‘There’s nothing serious enough to take seriously’, Marcel Duchamp
Everyone knows that 2014 is the centenary of Gabriel Princip blowing the whistle for the start of WW1, but it is also the centenary of Duchamp’s first exhibition of a ready-made artwork. He may have created Bicycle Wheel in 1913 but he didn’t show it until later – the first ready-made he exhibited was Bottle Rack in 1914.
Duchamp’s work was the biggest game-changer in art history since the invention of the eraser and has influenced countless artists. To celebrate the anniversary curator Kate Bryan at the Fine Art Society has asked over fifty contemporary artists what they have learned from Duchamp. Being artists they haven’t just sent her an email back, they’ve replied with a piece of art work. The entire five-floor building on Old Bond Street has been given over to the show What Marcel Duchamp taught me? which combines pieces with wit, playfulness and ambiguity, just as Duchamp would have liked.
This is a large scale exhibition, with pieces from artists around the world. It includes four new site-specific installations, as well as video, photography and performance pieces. There are even sculptures and paintings. Artists include big names such as Peter Blake, Martin Creed, Cornelia Parker and David Shrigley. There is also a Man Ray photograph of Marcel Duchamp as his feminine alter ego Rose Sélavy and one of the bonds that Duchamp himself issued to raise funds when planning to break the bank at Monte Carlo.
James Thurgood
‘Beautiful Image #8’ 2013
Courtesy the artist and The Fine Art Society
Duchamp derided the adoration of art and any sense of taste. He said once, “I force myself to contradict myself so as to avoid conforming to my own taste”. His works were not supposed to be beautiful, a fact taken to heart by James Thurgood. If any of his photographs are called beautiful by a viewer he reserves them for destruction. It is though a unique form of destruction – he enlarges them and coats them with gold leaf. The image may be gone, but something far more valuable has been created. The viewer is always involved in finishing a work of art. Here it becomes explicit.
Nancy Fouts
‘Corner Painting Camille Pissarro’ 2012
Courtesy the artist and The Fine Art Society
Nancy Fouts has created a witty piece called Corner Painting which subverts a Camille Pissarro image. Bending it at right angles so that the framed picture fits perfectly in a corner it seems to mock collectors who buy pictures for particular spaces. If only it could have been created with a real impressionist canvas – surely there’s a collector with deep pockets and a sense of humour who could have been involved.
The works go on and on, some covering whole walls, some looking like art, others indistinct and sly – like Susan Collis’ left over screws and staples that didn’t need to have been made of gold and platinum and Ceal Floyer’s garbage bag, which hasn’t been recast in bronze or gold but is what it is, a black bin bag. Duchamp would have liked it to be filled with garbage, rotting as the show went on, but it’s actually London air, referencing Duchamps’ own phial of Air de Paris.
Some pieces do reference Duchamp’s works directly, with chess pieces and chess boards, glass sheets and shards. There is a bottle rack, though I didn’t notice a urinal. But most artists take inspiration from his iconoclasm and sheer chutzpah. One hundred years ago Duchamp first took a pre-existing object and declared it to be art. The shock was huge and this show cannot recreate that reaction, but it demonstrates that Duchamp’s legacy continues to be felt by contemporary artists today.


GOAL OF THE EXERCISE: Look at each line of the records and count those with "axis" in them. Please answer with the count alone.

INFORMATION:
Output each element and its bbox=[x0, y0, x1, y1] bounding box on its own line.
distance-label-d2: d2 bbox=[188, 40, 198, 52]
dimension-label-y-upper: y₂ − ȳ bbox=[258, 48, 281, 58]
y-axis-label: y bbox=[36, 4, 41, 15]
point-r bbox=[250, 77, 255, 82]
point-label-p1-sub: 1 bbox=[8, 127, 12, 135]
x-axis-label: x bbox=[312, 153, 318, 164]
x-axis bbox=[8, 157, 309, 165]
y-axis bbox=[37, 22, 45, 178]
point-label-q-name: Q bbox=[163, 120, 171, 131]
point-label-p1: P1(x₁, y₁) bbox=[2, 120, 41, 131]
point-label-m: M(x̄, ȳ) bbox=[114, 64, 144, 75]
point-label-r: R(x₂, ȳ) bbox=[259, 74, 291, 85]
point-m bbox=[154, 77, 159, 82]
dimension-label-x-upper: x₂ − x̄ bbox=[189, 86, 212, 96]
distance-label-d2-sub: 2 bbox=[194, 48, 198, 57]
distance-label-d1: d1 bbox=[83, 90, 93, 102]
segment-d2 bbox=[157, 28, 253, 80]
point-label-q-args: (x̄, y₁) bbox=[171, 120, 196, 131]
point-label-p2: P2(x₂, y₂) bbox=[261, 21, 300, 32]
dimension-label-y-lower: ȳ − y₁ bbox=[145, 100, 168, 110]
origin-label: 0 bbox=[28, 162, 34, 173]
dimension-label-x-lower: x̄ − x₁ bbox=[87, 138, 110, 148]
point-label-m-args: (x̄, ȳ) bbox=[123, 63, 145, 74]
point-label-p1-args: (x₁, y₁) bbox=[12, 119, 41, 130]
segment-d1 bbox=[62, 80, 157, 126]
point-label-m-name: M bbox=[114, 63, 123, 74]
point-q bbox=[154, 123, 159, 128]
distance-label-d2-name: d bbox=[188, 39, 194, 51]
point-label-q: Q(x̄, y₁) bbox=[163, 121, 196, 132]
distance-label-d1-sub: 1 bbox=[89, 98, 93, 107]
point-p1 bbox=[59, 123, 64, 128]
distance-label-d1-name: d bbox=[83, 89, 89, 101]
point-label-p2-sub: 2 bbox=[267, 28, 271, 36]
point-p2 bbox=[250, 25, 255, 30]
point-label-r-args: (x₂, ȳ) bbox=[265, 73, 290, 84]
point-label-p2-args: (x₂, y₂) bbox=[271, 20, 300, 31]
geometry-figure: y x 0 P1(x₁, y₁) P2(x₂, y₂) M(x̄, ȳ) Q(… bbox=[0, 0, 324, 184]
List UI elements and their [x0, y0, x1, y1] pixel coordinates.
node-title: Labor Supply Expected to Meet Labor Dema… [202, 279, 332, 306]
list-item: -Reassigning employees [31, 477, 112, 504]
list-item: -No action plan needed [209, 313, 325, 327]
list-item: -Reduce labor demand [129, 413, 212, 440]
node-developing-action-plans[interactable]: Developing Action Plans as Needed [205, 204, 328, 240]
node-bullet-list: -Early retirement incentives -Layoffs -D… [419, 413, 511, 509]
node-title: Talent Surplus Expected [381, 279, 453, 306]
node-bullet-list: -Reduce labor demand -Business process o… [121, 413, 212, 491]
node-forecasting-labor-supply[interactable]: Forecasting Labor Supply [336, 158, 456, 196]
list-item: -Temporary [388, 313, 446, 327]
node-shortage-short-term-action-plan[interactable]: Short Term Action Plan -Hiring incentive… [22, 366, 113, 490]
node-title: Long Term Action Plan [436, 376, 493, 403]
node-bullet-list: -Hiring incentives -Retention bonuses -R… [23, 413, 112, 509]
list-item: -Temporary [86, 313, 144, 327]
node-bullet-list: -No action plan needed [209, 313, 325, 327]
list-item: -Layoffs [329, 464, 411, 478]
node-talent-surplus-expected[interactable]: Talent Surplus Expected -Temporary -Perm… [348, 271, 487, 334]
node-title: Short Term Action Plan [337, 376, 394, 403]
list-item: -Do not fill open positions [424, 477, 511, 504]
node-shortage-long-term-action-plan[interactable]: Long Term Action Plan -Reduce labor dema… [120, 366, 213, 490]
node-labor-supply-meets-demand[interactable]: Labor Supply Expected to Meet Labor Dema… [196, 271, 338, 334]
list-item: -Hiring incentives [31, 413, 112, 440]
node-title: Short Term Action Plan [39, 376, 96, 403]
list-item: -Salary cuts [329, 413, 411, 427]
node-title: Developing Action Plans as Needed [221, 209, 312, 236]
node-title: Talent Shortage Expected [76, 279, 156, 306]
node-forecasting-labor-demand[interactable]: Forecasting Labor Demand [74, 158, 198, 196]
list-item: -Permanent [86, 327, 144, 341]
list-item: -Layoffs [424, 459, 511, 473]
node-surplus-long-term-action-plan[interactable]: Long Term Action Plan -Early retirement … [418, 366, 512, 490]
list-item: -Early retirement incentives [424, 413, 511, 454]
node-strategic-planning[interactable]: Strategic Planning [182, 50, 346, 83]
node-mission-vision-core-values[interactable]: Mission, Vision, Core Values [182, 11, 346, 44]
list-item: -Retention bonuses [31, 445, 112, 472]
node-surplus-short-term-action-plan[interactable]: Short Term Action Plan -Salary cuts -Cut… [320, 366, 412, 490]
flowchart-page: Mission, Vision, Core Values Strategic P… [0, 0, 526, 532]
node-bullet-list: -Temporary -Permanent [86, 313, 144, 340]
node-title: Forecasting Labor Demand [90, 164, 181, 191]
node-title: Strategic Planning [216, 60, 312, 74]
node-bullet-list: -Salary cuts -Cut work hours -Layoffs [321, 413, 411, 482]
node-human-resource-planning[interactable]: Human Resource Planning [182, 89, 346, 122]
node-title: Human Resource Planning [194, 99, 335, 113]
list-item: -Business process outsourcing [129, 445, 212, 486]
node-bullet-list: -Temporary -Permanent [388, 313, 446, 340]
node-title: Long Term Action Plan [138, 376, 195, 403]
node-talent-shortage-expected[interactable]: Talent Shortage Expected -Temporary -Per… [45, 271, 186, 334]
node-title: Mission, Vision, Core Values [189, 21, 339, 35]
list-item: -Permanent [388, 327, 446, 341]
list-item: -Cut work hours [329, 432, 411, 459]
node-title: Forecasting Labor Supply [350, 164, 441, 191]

EXERCISE OUTPUT: 4